(Time Warner Books, $29.99)This is going to be one of those beautiful books you nag your friends to read, assures the quote on the cover. Indeed, that’s how I got to hear about it, and now I’m nagging you to read it, too. Every now and then, a novel comes along that is just so original and heart-warming and quirky that you want everyone to get a piece of it.
The oemory of Running is one such delight. Smithson Ide is an unlikely hero. He is 43, fat and usually drunk. But when his much-beloved parents die in a car accident, something shifts inside Smithy’s idle porker body. And when he learns the whereabouts of his beautiful sister who disappeared more than 20 years before, something outside Smithy’s idle porker body shifts, too.

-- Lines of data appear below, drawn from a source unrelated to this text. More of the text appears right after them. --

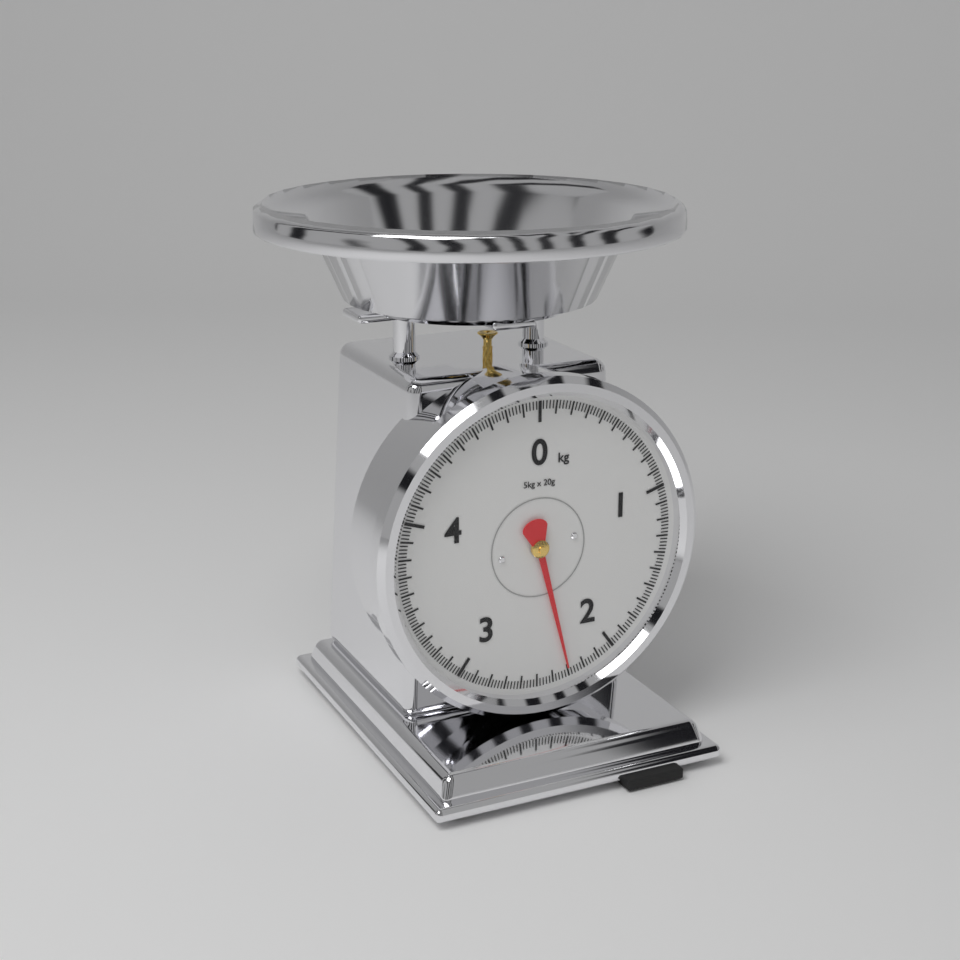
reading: 2.30 kg
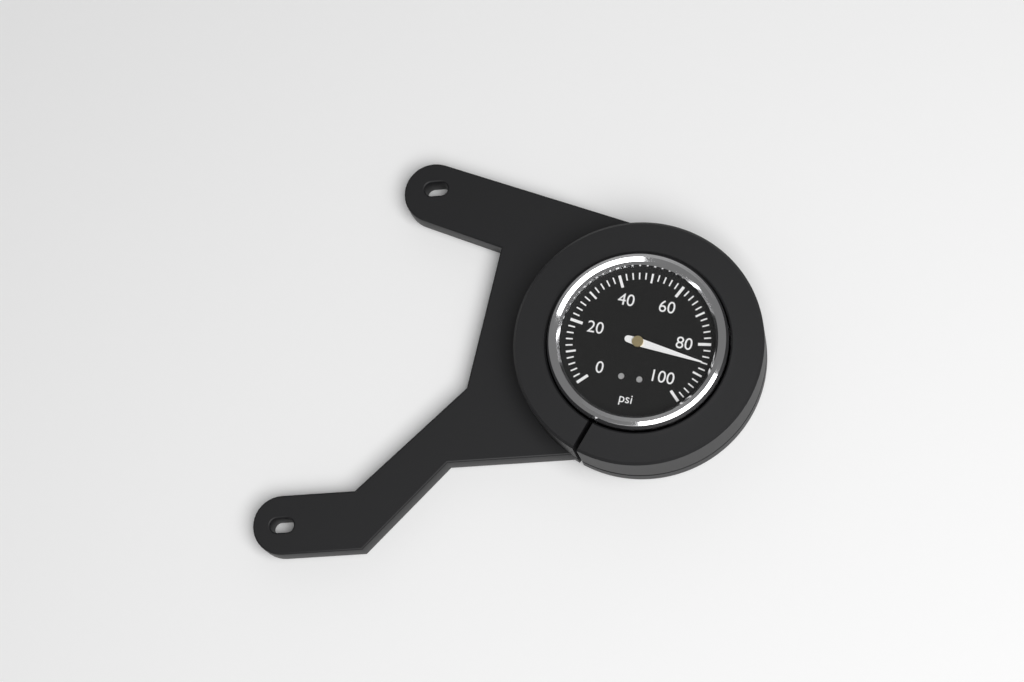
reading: 86 psi
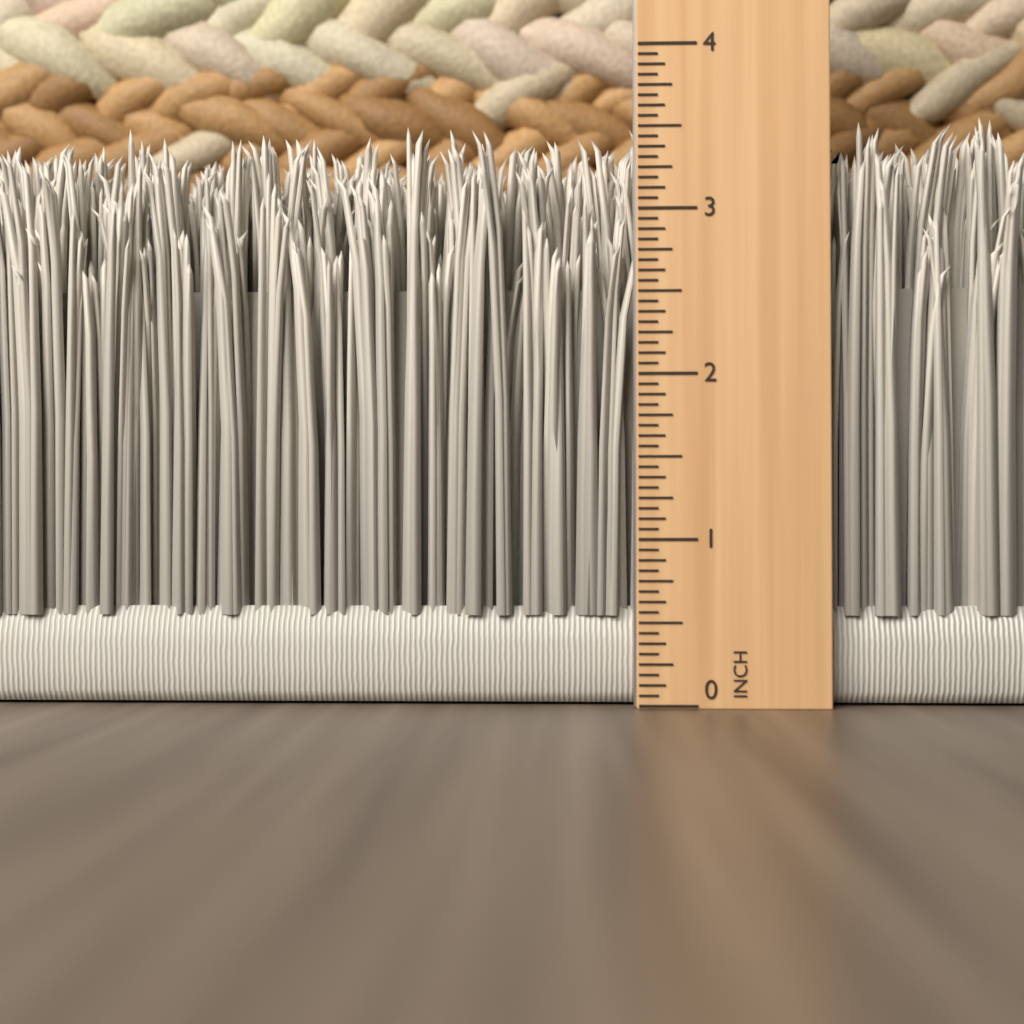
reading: 3.5625 in
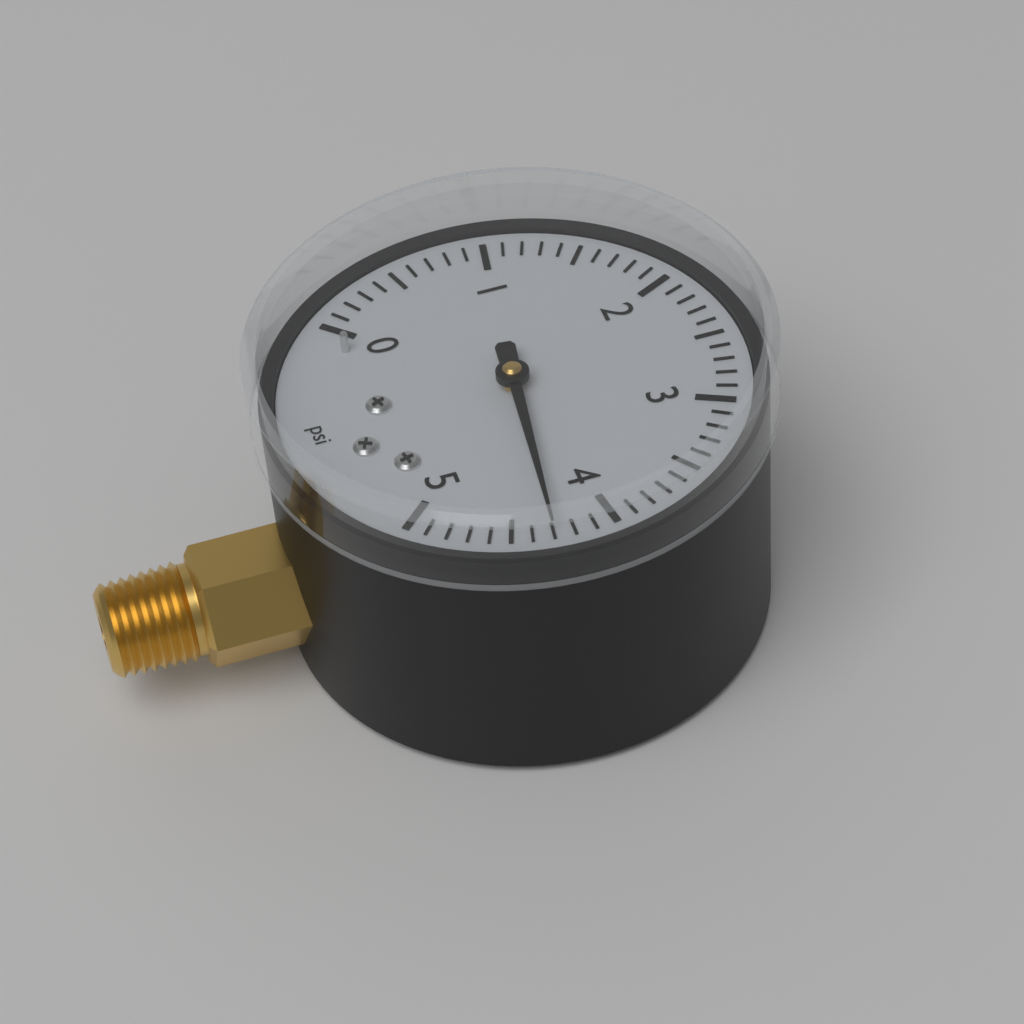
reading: 4.3 psi
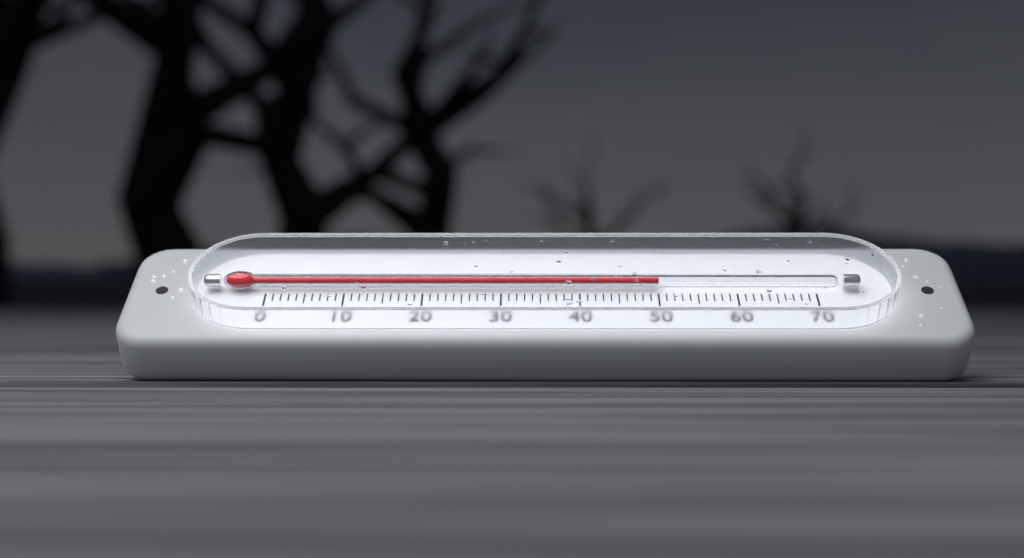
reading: 50 (no unit)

He gets on the trusty Raleigh bicycle he had as a kid and takes a wobbly ride around the old neighbourhood, and before he knows it, he’s gone further than he meant to. And he just keeps going. In fact, Smithy’s ride takes him from Providence, Rhode Island, on the East Coast of the US, clear across the country to Los Angeles.
Along the way, he gets hit by a car, mistaken for a vagrant and beaten up by the cops, but he is also shown acts of incredible kindness and discovers the joy of bananas.
oy mum was staying when I read this but I didn’t need to nag her even a little bit as she saw how much I loved it and picked it up the moment I put it down. “That lovely man,” she said of Smithy, when she finished it a couple of days later. “Such a klutz, always in the wrong place at the wrong time, but everything working out all right in the end.”
We agreed that we would nag all our friends until everyone we know has read this beautiful book.